It has been a year almost since I converted XLRI and was clueless about HR just like everyone else. In my humble attempt to spread whatever knowledge I was getting, I wrote my
first article on InsideIIM.
It has been 3 trimesters since that article came out. 25 Subjects, 66 credits and half a summer internship later I think I can now tell people
“what to expect” when they set foot in this course.
DEBUNKING MYTHS:
HR started off decades ago as a paper pushing role. The role of HR was truly to act as a barrier between the unions in plants and the management. The typical HR filled your forms and organized engagement activities in the form of picnics and cake-cuttings.
However, the focus has undergone a major shift since then. Your typical HR that used to be a transactional role has now become a transformational role in organizations. ‘Human Resource Strategy’ is the newest thing in the corporates. This has happened because we have gone from a production environment to a corporate environment. Jobs are becoming ‘people-focused’ as we speak. CHROs are now banking on the business strategy to create their
people strategy. Employee costs are seen as an investment now as compared to earlier when it was thought to be a sunk-cost.
BRANCHES OF HR:
What are the various verticals in HR? HR itself is a specialised course. However, there are divisions within that as well. Broadly, HR can be divided into the following roles:
- Talent Acquisition: Responsible for scouting, sourcing and poaching talent necessary for specialised roles. Usually takes care of lateral hires.
- Recruitment and Staffing: Takes care of recruitment strategy. Forecasts, costs, requirements etc are taken into account before coming up with the final recruitment process. Usually deal with entry level roles and mass hiring.
- Training & Development: Once a employee is hired, a lot of organizations have them undergo training that are relevant for their role. Besides that, every appraisal cycle identifies improvement areas that an employee needs to focus on and a lot of time, these are brought in by imparting training to employees. Setting up the training processes and programs is the work of the L&D team.
- Compensation and Benefits: Salary, CTC, benefits, in-hand, incentive, bonus, commission, allowances, HRA – all these and many more are not numbers conjured out of thin air. Deciding these numbers is the work of the C&B team in every organization. They decide what the worth of a job is in a given company. This is one of the most coveted roles in HR. Pay too little and your employees leave, pay too much and your costs rise.
- Talent & Performance Management: How do employees get ratings? How are increments decided? Performance Management Systems (PMS) are what enables a company to evaluate its employees by the method relevant to their systems and structures. But once the evaluation is done, how do I make sure my high-potential employees are groomed for leadership roles? That is what talent management deals with.

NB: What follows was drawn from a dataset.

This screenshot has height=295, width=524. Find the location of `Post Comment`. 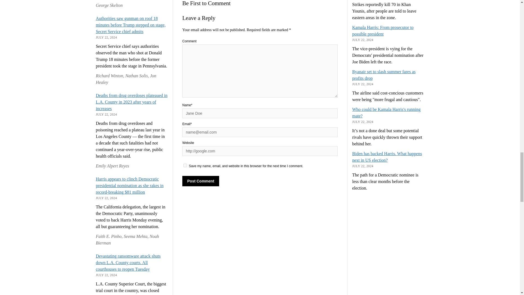

Post Comment is located at coordinates (201, 181).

- Organization Design and Role Mapping: This branch of HR deals with how org structures should be and how are roles and hierarchies designed.

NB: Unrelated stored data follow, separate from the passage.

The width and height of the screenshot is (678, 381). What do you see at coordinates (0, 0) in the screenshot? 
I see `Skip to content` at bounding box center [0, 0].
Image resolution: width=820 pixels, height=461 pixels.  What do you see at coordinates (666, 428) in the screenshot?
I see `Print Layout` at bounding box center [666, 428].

- HR Business Partners/Line HRs: These are the HRs embedded within functions/teams. They take care of the implementation part. They make sure that the PMS, the TMS, employee engagement, feedback, training etc everything is done properly for the team they are embedded with.
- HR Consulting: HR consultants are the ones who help companies do the above 8 things when the company has no clue how to do it. Basically, they solve your HR problems and provide you with long-term solutions.
- HR Analytics: Data is the future. In the constant effort to better HR, we are trying to make HR more objective and do away with the subjectivity that still exists in organizations. Analytics helps you plan your road map, better your processes and increase the accuracy of your requirements in terms of human resources.
- Industrial Relations/Plant HR: IR is the father of HR. The focus of IR is on labour laws, unions, collective bargaining etc. These are primarily plant-based roles and the requirement of this role has gone down over time.
These are just broad topics. Apart from this HR people deal with corporate policy making, planning, mergers and acquisitions, culture management, change management and legal compliance. You can also find out more about what an HR manager really does (and doesn't) in this
video on debunking HR myths with students of XLRI.
Hope this helps the fresh admits who are undecided about joining HR courses across various colleges.